There's a new poll showing that a majority of Republicans doubt that President Obama was born in the United States. Are they paranoid-type thinkers, like the 9/11 Truthers, looking for things to connect up and suspecting that conspiracies lie underneath things that other people think are as they've been presented in the media?
I think we need to see that they are not. They have one issue. One question. They have suspicion about one thing, and that suspicion notably hasn't led them into other theories.
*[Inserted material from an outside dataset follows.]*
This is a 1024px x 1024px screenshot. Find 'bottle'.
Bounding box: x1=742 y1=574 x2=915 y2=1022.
There's one factual issue — the immensely important matter of the President's qualification — that hasn't been nailed down to their satisfaction.
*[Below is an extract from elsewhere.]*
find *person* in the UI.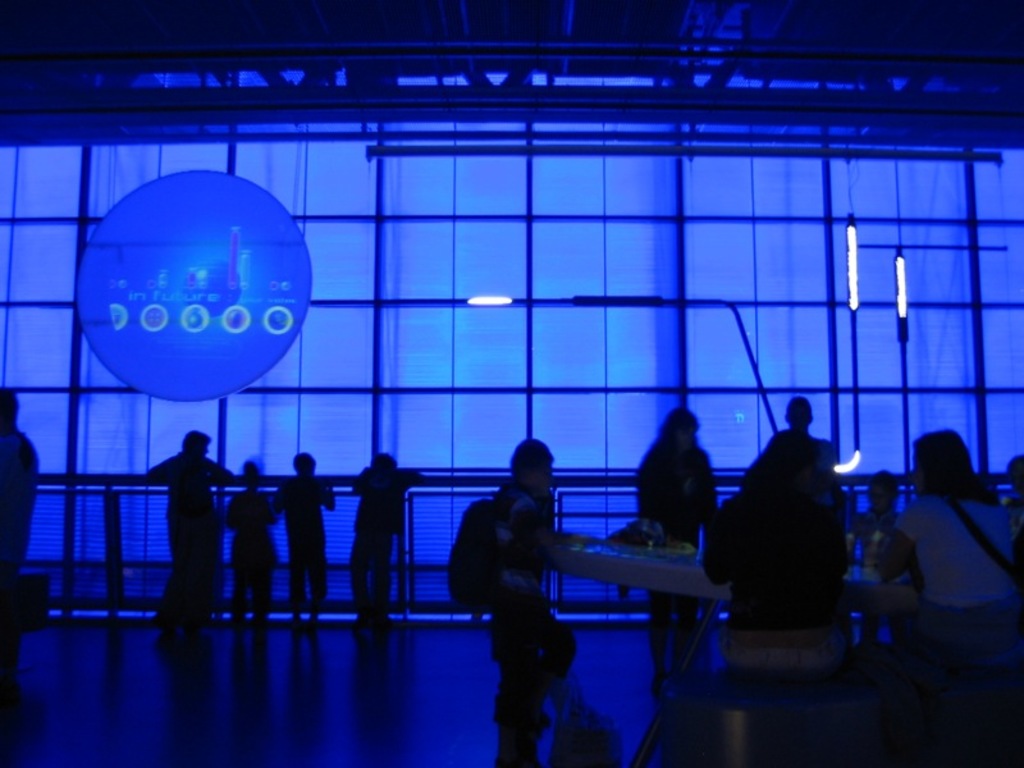
UI element at detection(348, 447, 424, 625).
It's perfectly rational to take as your working theory that evidence that isn't produced would run counter to the interest of the party who could produce it and does not. In legal cases, if a party fails to produce a document requested in discovery, the judge can deem that the fact is established to be what the party seeking discovery is trying to prove. (See Federal Rules of Civil Procedure 37(b)2)(A)(i)).
All I'm saying is that it's not paranoid to answer the question the way the majority did in that poll. I haven't followed the so-called "birthers" that much. Presumably, some of them branch out into other theories and cross over into conspiracy thinking and paranoia. But it's absurd to read the poll results as a sign that the GOP is full of folks like that. If you really wanted to gauge the nuttiness of Republicans, you could do a much more fine-grained poll about what Republicans believe and how strongly the birther issue correlates to other beliefs.